Enter the tension force of the elevator motor, the elevator mass, and the acceleration due to gravity into the calculator to determine the Elevator Acceleration. 

Elevator Acceleration Calculator

Choose the inputs you have and calculate the elevator’s acceleration.

Cable force
Scale reading
Speed change
Positive acceleration means upward; negative means downward.
Use this for elevator scale or apparent-weight homework problems.
Enter downward velocity as negative if using upward as positive.

Elevator Acceleration Formula

The calculator uses one of three formulas depending on which tab you select. All results are returned in m/s², with conversions to ft/s² and g.

Cable force mode:

a = T/m - g

Scale reading mode:

a = F_scale/m - g

Speed change mode:

a = (v_f - v_i)/t
  • a = elevator acceleration (m/s²). Positive is upward.
  • T = upward cable or motor tension (N)
  • m = mass of the elevator car plus its load (kg)
  • g = acceleration due to gravity (m/s²), default 9.80665
  • F_scale = apparent weight read on a scale inside the car (N)
  • v_i, v_f = initial and final velocity (m/s)
  • t = time taken for the velocity change (s)

The cable force tab applies Newton's second law to the car: the net upward force is T minus the weight mg, divided by the mass. The scale reading tab uses the same logic from the rider's perspective, where the scale reads m(g+a). The speed change tab skips forces entirely and uses the kinematic definition of average acceleration.

Typical Values and Result Interpretation

Use these tables to sanity check your input values and to interpret the output the calculator produces.

Elevator type Typical acceleration In g
Low-rise residential0.6 to 0.9 m/s²0.06 to 0.09 g
Standard office building1.0 to 1.2 m/s²0.10 to 0.12 g
High-rise express1.5 to 2.0 m/s²0.15 to 0.20 g
Ultra high-speed (skyscraper)2.0 to 2.5 m/s²0.20 to 0.25 g
Free fall (cable cut)-9.81 m/s²-1.00 g
Sign of a What it means Apparent weight
a > 0Accelerating up or slowing down while descendingHeavier than mg
a = 0At rest or constant speedEqual to mg
a < 0Accelerating down or slowing while risingLighter than mg
a = -gFree fallZero (weightless)

Example Problems

Example 1: Cable tension. An elevator car with passengers has a mass of 800 kg. The cable pulls upward with 8,400 N. Using a = T/m - g:

a = 8400 / 800 - 9.81 = 10.5 - 9.81 = 0.69 m/s². The car accelerates upward at about 0.07 g.

Example 2: Bathroom scale in an elevator. A 70 kg person stands on a scale that reads 770 N. Using a = F/m - g:

a = 770 / 70 - 9.81 = 11.0 - 9.81 = 1.19 m/s² upward. If the same scale read 630 N, the acceleration would be -0.81 m/s², meaning the elevator is accelerating downward.

FAQ

Why is my acceleration negative? Negative means the acceleration vector points downward. This happens when the elevator starts moving down, when it slows to a stop at the top floor, or when the cable tension is less than the car's weight.

What gravity value should I use? The default 9.80665 m/s² is the standard value and is fine for nearly all problems. Use 32.174 ft/s² if you are working in US units.

Does the cable force include the counterweight? The T in the formula is the net upward force applied to the car. In a real system the motor only supplies the difference between car weight and counterweight, but for this calculator just use the resultant upward force on the car.

How is apparent weight related to acceleration? A scale reads the normal force pushing up on the rider, which equals m(g+a). If a is positive the scale reads more than your true weight; if a is negative it reads less. At a = -g the scale reads zero.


Goal of the exercise: Keep only the lines of the material below that contain the word "Start". Copy those lines.

Data extracts:
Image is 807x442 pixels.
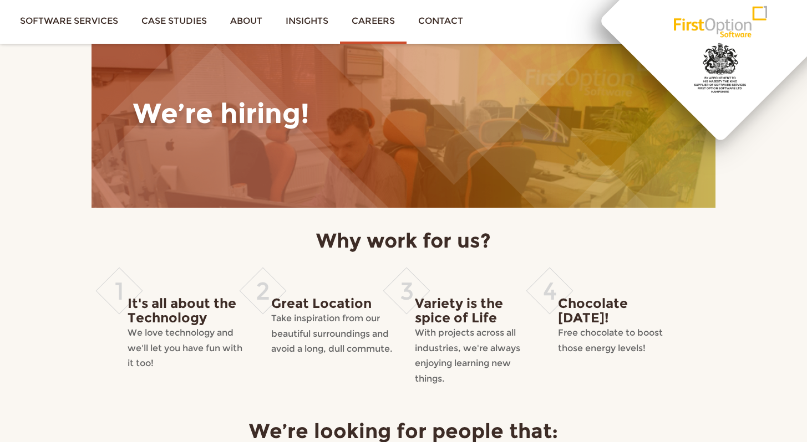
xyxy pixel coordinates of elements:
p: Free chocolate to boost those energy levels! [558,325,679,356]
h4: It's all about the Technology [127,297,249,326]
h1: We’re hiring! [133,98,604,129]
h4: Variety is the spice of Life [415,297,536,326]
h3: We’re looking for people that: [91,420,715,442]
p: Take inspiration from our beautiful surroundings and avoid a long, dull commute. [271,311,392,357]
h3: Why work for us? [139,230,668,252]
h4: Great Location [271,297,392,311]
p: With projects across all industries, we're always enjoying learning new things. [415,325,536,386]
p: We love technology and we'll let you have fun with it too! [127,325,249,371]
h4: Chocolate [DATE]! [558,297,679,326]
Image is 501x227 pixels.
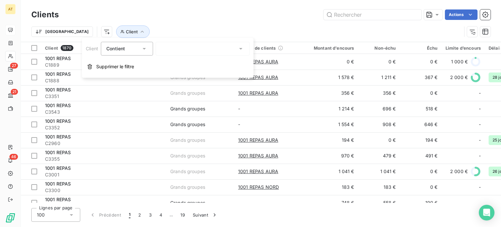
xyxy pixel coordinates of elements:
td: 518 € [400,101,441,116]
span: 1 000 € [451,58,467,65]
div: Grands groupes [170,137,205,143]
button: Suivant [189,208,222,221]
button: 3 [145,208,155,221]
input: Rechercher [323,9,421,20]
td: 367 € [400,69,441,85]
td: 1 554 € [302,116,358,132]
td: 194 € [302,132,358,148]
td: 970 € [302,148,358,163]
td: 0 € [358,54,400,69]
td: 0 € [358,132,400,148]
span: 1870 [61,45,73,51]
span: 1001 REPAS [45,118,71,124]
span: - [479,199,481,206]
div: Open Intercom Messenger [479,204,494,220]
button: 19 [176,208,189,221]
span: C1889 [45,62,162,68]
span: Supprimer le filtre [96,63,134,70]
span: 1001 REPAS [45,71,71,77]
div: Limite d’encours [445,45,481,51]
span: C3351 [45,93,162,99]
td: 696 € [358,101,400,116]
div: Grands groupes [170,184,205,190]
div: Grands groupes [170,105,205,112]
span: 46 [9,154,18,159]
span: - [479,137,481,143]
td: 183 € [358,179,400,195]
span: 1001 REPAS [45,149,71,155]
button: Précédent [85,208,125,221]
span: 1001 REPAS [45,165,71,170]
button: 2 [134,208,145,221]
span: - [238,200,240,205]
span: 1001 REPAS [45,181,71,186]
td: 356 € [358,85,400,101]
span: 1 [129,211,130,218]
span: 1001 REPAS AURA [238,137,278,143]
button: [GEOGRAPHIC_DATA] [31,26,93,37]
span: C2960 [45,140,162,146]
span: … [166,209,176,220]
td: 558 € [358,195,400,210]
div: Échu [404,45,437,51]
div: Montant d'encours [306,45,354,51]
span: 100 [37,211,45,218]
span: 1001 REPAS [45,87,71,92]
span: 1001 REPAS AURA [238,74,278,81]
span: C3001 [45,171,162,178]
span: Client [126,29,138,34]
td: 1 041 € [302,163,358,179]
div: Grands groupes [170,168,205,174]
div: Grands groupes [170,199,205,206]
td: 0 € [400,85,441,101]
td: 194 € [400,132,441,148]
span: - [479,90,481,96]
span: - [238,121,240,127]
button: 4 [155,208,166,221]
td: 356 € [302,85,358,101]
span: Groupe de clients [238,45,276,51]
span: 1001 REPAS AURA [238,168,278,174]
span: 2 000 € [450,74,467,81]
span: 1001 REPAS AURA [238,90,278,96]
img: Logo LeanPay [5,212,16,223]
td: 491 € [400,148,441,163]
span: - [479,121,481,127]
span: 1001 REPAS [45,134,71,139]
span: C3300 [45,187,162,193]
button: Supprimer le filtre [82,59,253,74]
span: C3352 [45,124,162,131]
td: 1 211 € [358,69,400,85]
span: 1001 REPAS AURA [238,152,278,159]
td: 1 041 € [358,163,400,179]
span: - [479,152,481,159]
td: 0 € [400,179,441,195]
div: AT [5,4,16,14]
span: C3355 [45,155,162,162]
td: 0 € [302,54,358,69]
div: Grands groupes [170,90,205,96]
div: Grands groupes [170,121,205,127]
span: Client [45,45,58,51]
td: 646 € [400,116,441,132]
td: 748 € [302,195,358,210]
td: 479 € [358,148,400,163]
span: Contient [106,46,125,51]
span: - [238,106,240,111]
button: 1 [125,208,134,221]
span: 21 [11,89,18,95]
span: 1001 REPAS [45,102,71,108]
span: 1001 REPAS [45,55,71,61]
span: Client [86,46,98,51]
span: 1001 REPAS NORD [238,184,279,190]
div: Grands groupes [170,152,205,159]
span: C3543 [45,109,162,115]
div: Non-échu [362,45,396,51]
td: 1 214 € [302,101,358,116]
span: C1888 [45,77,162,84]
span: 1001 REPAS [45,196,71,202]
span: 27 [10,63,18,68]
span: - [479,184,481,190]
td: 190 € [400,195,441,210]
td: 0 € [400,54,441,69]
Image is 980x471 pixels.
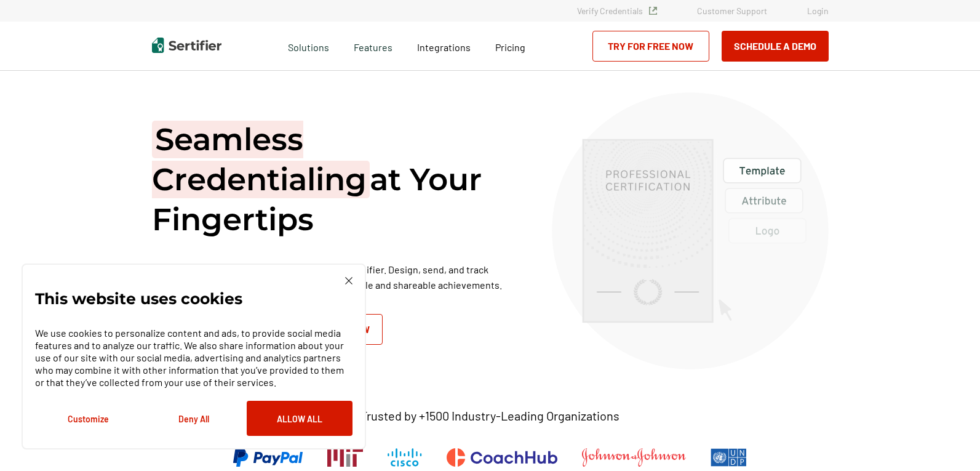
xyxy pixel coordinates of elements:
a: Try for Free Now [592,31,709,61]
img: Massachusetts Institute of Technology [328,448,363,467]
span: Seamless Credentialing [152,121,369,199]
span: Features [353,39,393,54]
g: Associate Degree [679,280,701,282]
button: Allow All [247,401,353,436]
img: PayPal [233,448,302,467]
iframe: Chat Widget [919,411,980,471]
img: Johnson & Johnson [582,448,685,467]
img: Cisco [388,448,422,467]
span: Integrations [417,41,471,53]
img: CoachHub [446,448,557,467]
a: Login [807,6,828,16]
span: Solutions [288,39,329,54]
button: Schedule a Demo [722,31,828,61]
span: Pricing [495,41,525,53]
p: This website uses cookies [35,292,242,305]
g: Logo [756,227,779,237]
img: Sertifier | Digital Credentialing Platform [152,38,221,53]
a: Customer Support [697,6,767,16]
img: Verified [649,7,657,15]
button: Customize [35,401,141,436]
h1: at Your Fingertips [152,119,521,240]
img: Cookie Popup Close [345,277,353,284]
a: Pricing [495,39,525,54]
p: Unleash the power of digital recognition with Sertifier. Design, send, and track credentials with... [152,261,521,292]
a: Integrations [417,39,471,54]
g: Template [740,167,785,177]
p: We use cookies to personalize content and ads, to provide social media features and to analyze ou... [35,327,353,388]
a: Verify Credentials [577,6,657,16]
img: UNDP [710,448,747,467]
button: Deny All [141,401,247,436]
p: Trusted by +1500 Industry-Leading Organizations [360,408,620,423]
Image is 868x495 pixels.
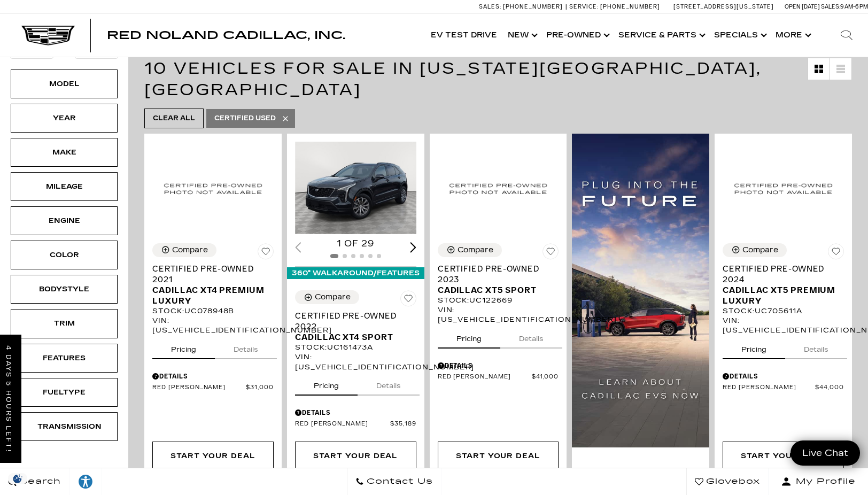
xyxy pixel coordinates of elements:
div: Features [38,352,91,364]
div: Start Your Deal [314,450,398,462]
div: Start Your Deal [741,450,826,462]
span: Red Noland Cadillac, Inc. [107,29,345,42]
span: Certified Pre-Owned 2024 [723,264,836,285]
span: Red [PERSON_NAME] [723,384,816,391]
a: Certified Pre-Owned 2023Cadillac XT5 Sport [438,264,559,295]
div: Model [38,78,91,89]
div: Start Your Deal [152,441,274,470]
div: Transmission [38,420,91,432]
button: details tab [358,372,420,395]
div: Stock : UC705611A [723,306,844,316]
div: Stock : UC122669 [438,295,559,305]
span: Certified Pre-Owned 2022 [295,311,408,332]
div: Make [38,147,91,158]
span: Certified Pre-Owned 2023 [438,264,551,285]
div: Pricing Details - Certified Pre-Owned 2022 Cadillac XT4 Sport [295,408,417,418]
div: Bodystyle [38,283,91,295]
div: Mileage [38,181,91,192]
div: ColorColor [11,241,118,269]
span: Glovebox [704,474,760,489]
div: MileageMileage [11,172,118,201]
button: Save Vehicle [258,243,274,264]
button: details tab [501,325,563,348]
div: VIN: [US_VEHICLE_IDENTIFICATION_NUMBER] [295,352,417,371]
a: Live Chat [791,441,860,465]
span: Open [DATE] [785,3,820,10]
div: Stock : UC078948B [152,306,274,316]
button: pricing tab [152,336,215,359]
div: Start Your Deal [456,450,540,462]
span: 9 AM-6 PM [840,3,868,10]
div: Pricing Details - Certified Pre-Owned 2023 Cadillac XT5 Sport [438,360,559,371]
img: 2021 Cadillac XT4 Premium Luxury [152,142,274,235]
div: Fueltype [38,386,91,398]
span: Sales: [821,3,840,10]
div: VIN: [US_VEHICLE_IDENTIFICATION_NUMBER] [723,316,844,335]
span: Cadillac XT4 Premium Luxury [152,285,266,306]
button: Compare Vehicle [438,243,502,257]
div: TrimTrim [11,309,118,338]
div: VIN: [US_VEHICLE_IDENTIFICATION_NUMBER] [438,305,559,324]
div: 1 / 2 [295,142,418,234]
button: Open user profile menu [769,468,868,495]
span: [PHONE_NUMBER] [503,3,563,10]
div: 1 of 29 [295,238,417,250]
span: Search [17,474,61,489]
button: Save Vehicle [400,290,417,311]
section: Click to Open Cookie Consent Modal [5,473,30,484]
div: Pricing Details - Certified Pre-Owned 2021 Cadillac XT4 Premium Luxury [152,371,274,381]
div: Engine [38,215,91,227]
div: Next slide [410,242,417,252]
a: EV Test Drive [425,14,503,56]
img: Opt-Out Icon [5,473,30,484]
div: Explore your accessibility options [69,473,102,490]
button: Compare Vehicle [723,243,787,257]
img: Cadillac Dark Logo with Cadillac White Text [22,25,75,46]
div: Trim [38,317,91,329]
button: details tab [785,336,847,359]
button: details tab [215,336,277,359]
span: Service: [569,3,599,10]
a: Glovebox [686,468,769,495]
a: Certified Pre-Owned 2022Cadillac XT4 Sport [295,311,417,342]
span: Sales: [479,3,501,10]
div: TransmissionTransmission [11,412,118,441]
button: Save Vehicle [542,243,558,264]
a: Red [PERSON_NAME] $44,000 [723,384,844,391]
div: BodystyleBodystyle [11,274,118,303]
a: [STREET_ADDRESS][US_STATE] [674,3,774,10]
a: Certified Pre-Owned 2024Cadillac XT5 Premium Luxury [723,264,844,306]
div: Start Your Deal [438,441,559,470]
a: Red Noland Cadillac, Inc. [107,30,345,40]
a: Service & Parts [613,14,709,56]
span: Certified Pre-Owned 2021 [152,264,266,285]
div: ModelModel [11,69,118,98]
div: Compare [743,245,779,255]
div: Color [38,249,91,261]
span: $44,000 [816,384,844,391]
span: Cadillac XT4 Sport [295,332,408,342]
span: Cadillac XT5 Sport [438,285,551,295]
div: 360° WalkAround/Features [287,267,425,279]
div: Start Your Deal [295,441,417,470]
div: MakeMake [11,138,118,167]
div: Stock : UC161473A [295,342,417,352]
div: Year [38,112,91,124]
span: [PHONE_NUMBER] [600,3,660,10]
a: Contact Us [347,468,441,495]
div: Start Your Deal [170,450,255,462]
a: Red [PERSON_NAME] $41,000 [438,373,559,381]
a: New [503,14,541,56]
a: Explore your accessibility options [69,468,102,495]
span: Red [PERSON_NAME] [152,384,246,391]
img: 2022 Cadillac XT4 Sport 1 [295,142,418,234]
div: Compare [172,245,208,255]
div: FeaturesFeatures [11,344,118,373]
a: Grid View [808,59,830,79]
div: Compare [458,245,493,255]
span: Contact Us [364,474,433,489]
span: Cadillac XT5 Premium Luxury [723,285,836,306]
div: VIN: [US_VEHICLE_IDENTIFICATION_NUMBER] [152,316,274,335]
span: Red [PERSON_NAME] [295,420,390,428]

Your solution:
div: Start Your Deal [314,450,398,462]
div: Start Your Deal [741,450,826,462]
div: Start Your Deal [152,441,274,470]
div: Start Your Deal [456,450,540,462]
div: Start Your Deal [438,441,559,470]
div: Start Your Deal [295,441,417,470]
div: Start Your Deal [170,450,255,462]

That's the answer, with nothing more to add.